While Kent State was not the only instance of violence against student protesters, it immediately became a byword for state-sanctioned violence. Campuses nationwide erupted in protest. Krause, Miller, Scheuer and Schroeder became martyrs, their deaths memorialized by the band Crosby, Stills, Nash and Young in their song “Ohio.” The tremors were felt all the way to the White House; according to H.R. Haldeman, Nixon’s chief of staff, they precipitated the sense of political paranoia within the administration that set Watergate in motion.
Kent State also helped unearth a growing political polarization rooted in different views about the cultural changes wrought by the 1960s. The May 4 shootings were viewed very differently by conservatives and liberals; most conservatives endorsed the National Guard’s actions and at best wrote off the shooting as a tragic accident, at worst as the protesters’ just desert — a position that liberals and the left found unimaginable. “Just as many consider shootings by the police to be ridding the streets of ‘thugs,’ the killings at Kent State were also celebrated by many. ‘National Guard 4, Students 0,’ or ‘They Should have Shot 400’ were commonly voiced views,” Professor Grace wrote, finding a vicious split that is echoed today over everything from climate change to the Kavanaugh hearings.
We also need to recognize the way that Kent State is viewed through race. The students shot on May 4, all white, became martyrs; most people have forgotten that less than two weeks later, Phillip Lafayette Gibbs and James Earl Green,
, were killed by police officers in the wake of a false rumor about the death of a civil rights leader. And while Kent State stands out as an exception — National Guardsmen killing white college students — over the years, state authorities have killed far more African-American protesters than whites.

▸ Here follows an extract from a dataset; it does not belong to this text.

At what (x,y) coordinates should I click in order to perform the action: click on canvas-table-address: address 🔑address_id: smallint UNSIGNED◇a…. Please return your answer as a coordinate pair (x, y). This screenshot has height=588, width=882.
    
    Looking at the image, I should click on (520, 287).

Seen through that lens, Kent State was not an aberration at all, but a dramatic continuation of national afflictions — above all the willingness by the state to use force to quash dissent.
We also need to recognize the way that Kent State is viewed through race. The students shot on May 4, all white, became martyrs; most people have forgotten that less than two weeks later, Phillip Lafayette Gibbs and James Earl Green,
, were killed by police officers in the wake of a false rumor about the death of a civil rights leader. And while Kent State stands out as an exception — National Guardsmen killing white college students — over the years, state authorities have killed far more African-American protesters than whites.

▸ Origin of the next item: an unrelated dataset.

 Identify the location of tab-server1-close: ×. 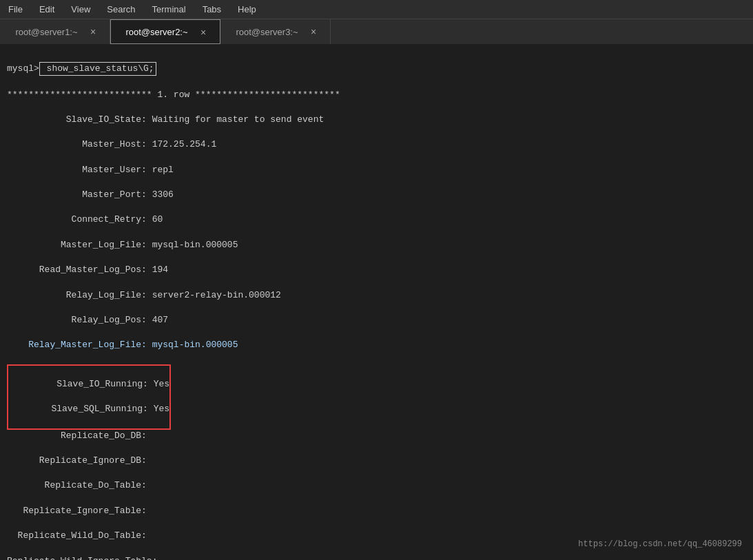
(93, 32).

Seen through that lens, Kent State was not an aberration at all, but a dramatic continuation of national afflictions — above all the willingness by the state to use force to quash dissent.
We also need to recognize the way that Kent State is viewed through race. The students shot on May 4, all white, became martyrs; most people have forgotten that less than two weeks later, Phillip Lafayette Gibbs and James Earl Green,
, were killed by police officers in the wake of a false rumor about the death of a civil rights leader. And while Kent State stands out as an exception — National Guardsmen killing white college students — over the years, state authorities have killed far more African-American protesters than whites.
Seen through that lens, Kent State was not an aberration at all, but a dramatic continuation of national afflictions — above all the willingness by the state to use force to quash dissent.